Feeding Pennsylvania Policy Priorities
Feeding Pennsylvania recognizes the challenges hunger relief organizations face in assisting our neighbors in need and is uniquely positioned to provide solutions. However, we also recognize that we alone cannot fully meet these challenges. Fighting hunger requires a private/public partnership, and our food banks rely on federal and state investments in critical anti-hunger programs to help us meet this challenge.
With so many families struggling to make ends meet and food banks stretched thin, we urge the United States Congress to protect and strengthen anti-hunger programs.
Annual Federal Appropriations
Feeding Pennsylvania is engaged in advocating for a strong federal anti-hunger safety net through the annual appropriations process and ensuring programs like SNAP, TEFAP (which provides commodity foods for short-term hunger relief), CSFP (which provides food to low-income seniors), and WIC (which provides nutrition assistance and education to pregnant and nursing women, infants, and children) have adequate funding to meet the need.
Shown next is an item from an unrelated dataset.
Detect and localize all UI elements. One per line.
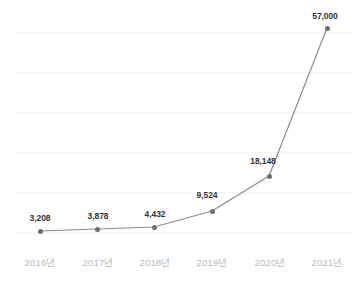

Annual State Appropriations
PASS is an innovative program for putting healthy and nutritious food grown by Pennsylvania farmers into the charitable food system. Through PASS, the Pennsylvania Department of Agriculture provides funding for charitable organizations to offset the costs of harvesting, packing, and transporting fruits, vegetables, eggs, dairy, beef, pork, and poultry (much-needed items at food banks and their agencies) from Pennsylvania producers, thereby reducing the cost. Significant portions of the product purchased through PASS is food that is perfectly nutritious and edible but might otherwise become waste. PASS was initially funded in 2015-2016 at $1 million and steadily increased to $4. 5 million in 2022-2023. We are advocating for continued funding, as well as recommending an increase to $5 million to further increase the full potential of PASS. Read the most recent Economic Impact of the Pennsylvania Agricultural Surplus System report here: Economic Impact of the Pennsylvania Agricultural Surplus System Report.
Pennsylvania’s State Food Purchase Program provides essential funding to all 67 counties to support the purchase and distribution of food to our most vulnerable, low-income citizens, and to provide enhanced access to surplus federal food commodities. These funds are intended to supplement the efforts of food banks, food pantries, and similar organizations in their efforts to reduce hunger. Along with our other anti-hunger partners in PA, Feeding Pennsylvania is engaged in advocating for strong funding for this program.
The Child Nutrition and WIC Reauthorization Act authorizes all of the federal child nutrition programs, including the School Breakfast, National School Lunch, Child and Adult Care Food, Summer Food Service, and WIC. These programs provide funding to ensure that low-income children have access to healthy and nutritious foods where they live, play, and learn. Our priorities include continuing to expand the reach of the After School Meal Program, strengthening the Summer Nutrition Programs, continuing to support the momentum of school breakfast expansion in every state, and ensuring that school children have access to nutritious foods during weekends and extended school holidays.
In September 2016, the Governor’s Food Security Partnership released Setting the Table: a Blueprint for a Hunger-free Pennsylvania. We support the goals and recommendations of the blueprint to reduce hunger in the commonwealth. Key goals by 2020 include increasing awareness and participation in existing programs such as SNAP, WIC, and free and reduced-price school breakfast and lunch, forming local food alliances, availability of SNAP bucks at high-need farmers’ markets, streamlined access to food security information and education, and improved access to healthy, nutritious food.